Time to catch up on a story that I missed this week. Boingboing reported the release of the UK government’s consultation document on Digital Britain. I had a eerie feeling of deja vu because the proposals are just like parts of Senator Azeredo’s bill that is halfway through the legislative process here in Brazil. Effectively it regards the Internet as some kind of untamed zone which must be brought under state control through a Rights Agency and ISPs acting increasingly as surveillance agents over the activities of their users, in this case particularly with regard to file-sharing.

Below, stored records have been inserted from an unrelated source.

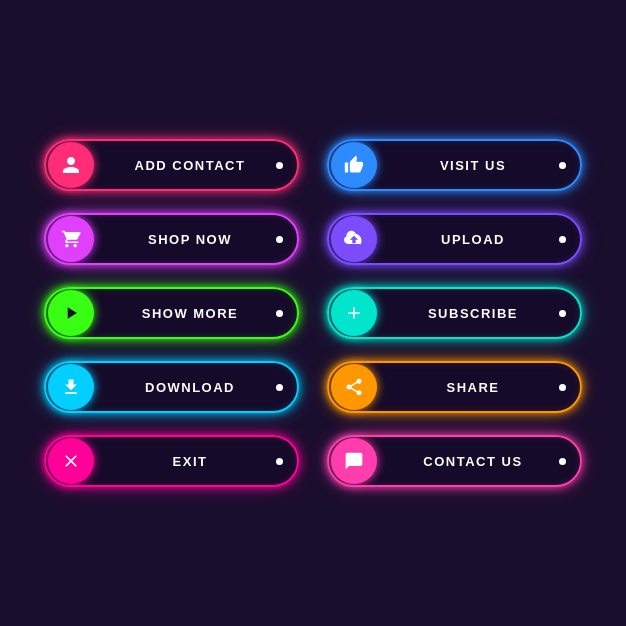 The height and width of the screenshot is (626, 626). What do you see at coordinates (280, 462) in the screenshot?
I see `exit-dot` at bounding box center [280, 462].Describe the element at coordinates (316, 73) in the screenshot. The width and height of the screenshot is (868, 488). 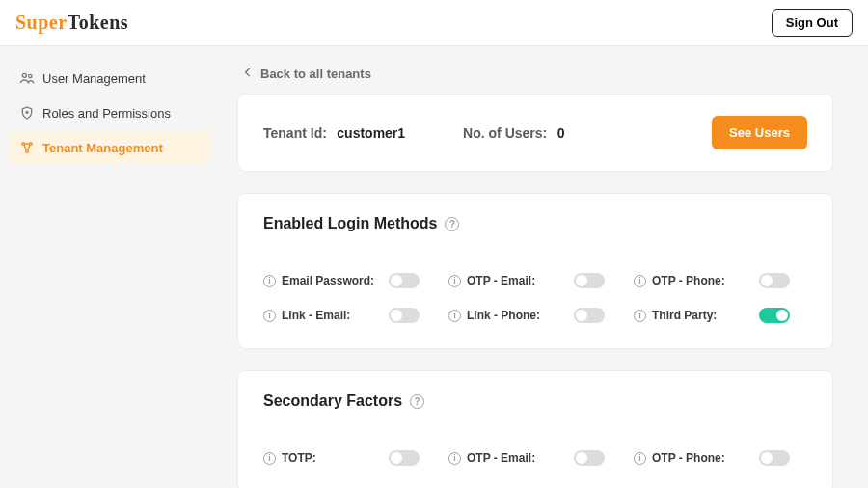
I see `back-link-label: Back to all tenants` at that location.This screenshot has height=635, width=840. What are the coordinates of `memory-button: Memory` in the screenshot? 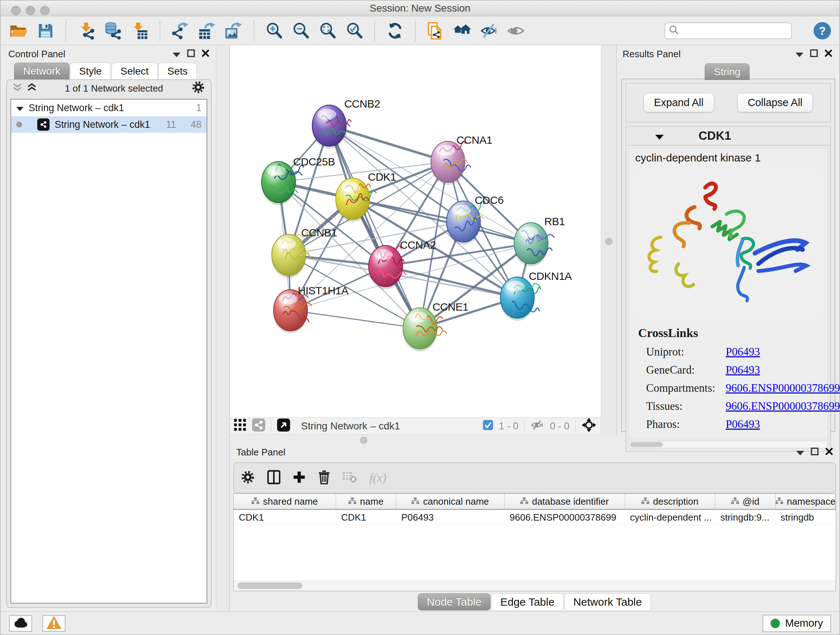 It's located at (797, 623).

The similarity is not surprising. There has been a serious global push for several years now by corporate content creators to hobble the Internet, and turn it into something more like television. The fact that the Digital Britain plan is filed under ‘broadcasting’ on the government’s website says quite a lot about the lack of tech savvy of state regulators in this area. What governments, in listening only to the corporate argument, don’t appear to realise is that we are actually collectively and autonomously coming up with better ways of ‘regulation’ of content through initiatives like Creative Commons and so on.
As in Brazil, where a serious netizen counter-plan is now emerging, with parliamentary support, there needs to be some serious organisation in Britain to present the alternatives to destroying the Internet and all is messy, unruly creativity. The Open Rights Group are trying to do this – let’s get behind them and make this more than just a few tech-savvy usual suspects.